Signs reflected the quirkiness of the town. The store hours sign in one store window made us laugh. It read: “Shop Hours. Open most days about 9 or 10. Occasionally as early as 7. But some days as late as 12 or 1. We close about 5:30 or 6. Sometimes about 4 or 5. But occasionally as late as 7 or 8. Some days or afternoons we aren’t here at all and lately I’ve been here just about ll the time except when I’m someplace else.”
After exploring the downtown area we walked past our campground and along a muddy path parallel to the river then across a train trestle where we watched the swift milky current pass underneath. After crossing, we descended along the riverbank and wandered out on a large sandbar.
The walk eventually looped us back to the truck just as the rain picked up more. While we sat in the truck, we studied the map of Denali and planned some hikes. Susan somehow scored us a last-minute reservation for two nights in the best-located campground at Denali National Park and the weather looked okay for hiking. Cloud cover was extensive though, so we’d almost certainly not get to see the mountain’s peak. The clouds were so dense that even the flightseeing tours over the mountain (something we’d considered doing) were canceled. We figured we’d have to return another time to see the highest mountain in North America. Maybe by rail….

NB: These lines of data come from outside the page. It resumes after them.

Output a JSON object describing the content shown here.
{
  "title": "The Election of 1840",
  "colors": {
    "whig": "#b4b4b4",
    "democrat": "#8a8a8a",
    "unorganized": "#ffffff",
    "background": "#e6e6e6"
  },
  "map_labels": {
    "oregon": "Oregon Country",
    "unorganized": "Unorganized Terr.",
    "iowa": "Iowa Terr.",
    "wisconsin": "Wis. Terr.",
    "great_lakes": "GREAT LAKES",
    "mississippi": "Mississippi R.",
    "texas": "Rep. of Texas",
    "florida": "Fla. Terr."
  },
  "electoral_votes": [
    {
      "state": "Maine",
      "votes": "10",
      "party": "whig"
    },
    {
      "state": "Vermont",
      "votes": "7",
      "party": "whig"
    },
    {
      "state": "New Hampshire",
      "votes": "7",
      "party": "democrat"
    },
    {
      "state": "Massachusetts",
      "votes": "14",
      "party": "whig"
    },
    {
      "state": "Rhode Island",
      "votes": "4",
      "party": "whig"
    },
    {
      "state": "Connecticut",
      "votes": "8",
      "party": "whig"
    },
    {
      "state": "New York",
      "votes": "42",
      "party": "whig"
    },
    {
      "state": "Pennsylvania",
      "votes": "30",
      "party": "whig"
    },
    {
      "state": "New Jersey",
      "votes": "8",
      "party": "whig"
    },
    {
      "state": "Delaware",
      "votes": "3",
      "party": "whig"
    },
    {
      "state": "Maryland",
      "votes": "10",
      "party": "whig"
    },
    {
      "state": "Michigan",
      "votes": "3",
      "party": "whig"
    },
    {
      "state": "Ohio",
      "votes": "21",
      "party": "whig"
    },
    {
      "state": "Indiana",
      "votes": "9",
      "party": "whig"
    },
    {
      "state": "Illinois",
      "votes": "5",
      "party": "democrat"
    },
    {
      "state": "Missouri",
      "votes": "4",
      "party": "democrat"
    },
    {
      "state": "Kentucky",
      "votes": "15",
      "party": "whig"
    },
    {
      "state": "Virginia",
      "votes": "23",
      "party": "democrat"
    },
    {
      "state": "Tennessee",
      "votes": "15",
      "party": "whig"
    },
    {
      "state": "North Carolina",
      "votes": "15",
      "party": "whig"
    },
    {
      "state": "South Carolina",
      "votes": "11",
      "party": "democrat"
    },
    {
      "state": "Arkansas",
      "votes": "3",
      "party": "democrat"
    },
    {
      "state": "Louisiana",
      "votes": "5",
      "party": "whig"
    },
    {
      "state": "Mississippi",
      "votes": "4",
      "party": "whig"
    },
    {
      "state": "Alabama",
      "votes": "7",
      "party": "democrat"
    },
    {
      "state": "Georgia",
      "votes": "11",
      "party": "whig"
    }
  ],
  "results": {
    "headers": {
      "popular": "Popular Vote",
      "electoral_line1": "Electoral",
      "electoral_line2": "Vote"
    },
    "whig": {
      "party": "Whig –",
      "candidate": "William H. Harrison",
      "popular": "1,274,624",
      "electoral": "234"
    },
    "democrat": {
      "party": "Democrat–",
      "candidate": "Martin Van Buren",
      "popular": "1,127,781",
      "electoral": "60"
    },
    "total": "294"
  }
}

At some point in the late afternoon—hard to say when that was since the daylight stretched on endlessly—Susan commented that weed is legal in Alaska and maybe we should have stopped at a dispensary back in Anchorage because wouldn’t a couple of hits off a joint be perfect right now? She jokingly said to her phone “Hey Siri, where’s there a cannabis dispensary near me?” We didn’t even know the signal was strong enough for Siri to respond so we both were surprised when Siri said “There’s a dispensary 150 feet away from you.”
We looked at each other, dumbfounded, grabbed our umbrellas and walked across the street. Sure enough, there was a small building housing a shop called “High Expedition” with gear and a sign that said “To the Summit” along with snowshoes, ski poles and boots so naturally we’d assumed the shop catered to mountain-climbing adventurers. Nope.
Dinner in Talkeetna that night was a great pizza at Mountain High Pizza Pie where we also enjoyed some really good Alaskan Amber beer. We sat bundled up at the table—all the tables were outdoors in a beer garden—and enjoyed live music. We were mostly warm enough. By now, the day-tripping tourists had mostly gone and the atmosphere was more laid back. At the adjacent table, half a dozen very athletic twenty-something men ate large plates of food and we figured they were loading up on calories before a Denali climbing expedition.
The rain finally stopped so after dinner we took another walk through the town, admiring the old buildings and some Hobbit-like houses with sod roofs. Once the rain stopped the cats came out too. Lots of cats. We later learned that Talkeetna not only is known for its cats but the town mayor for twenty years was a cat named Stubbs, until he died in 2017.
Darkness came at just before 11 pm and because it would be light again before 5 am, a full night’s sleep would be tough in the truck.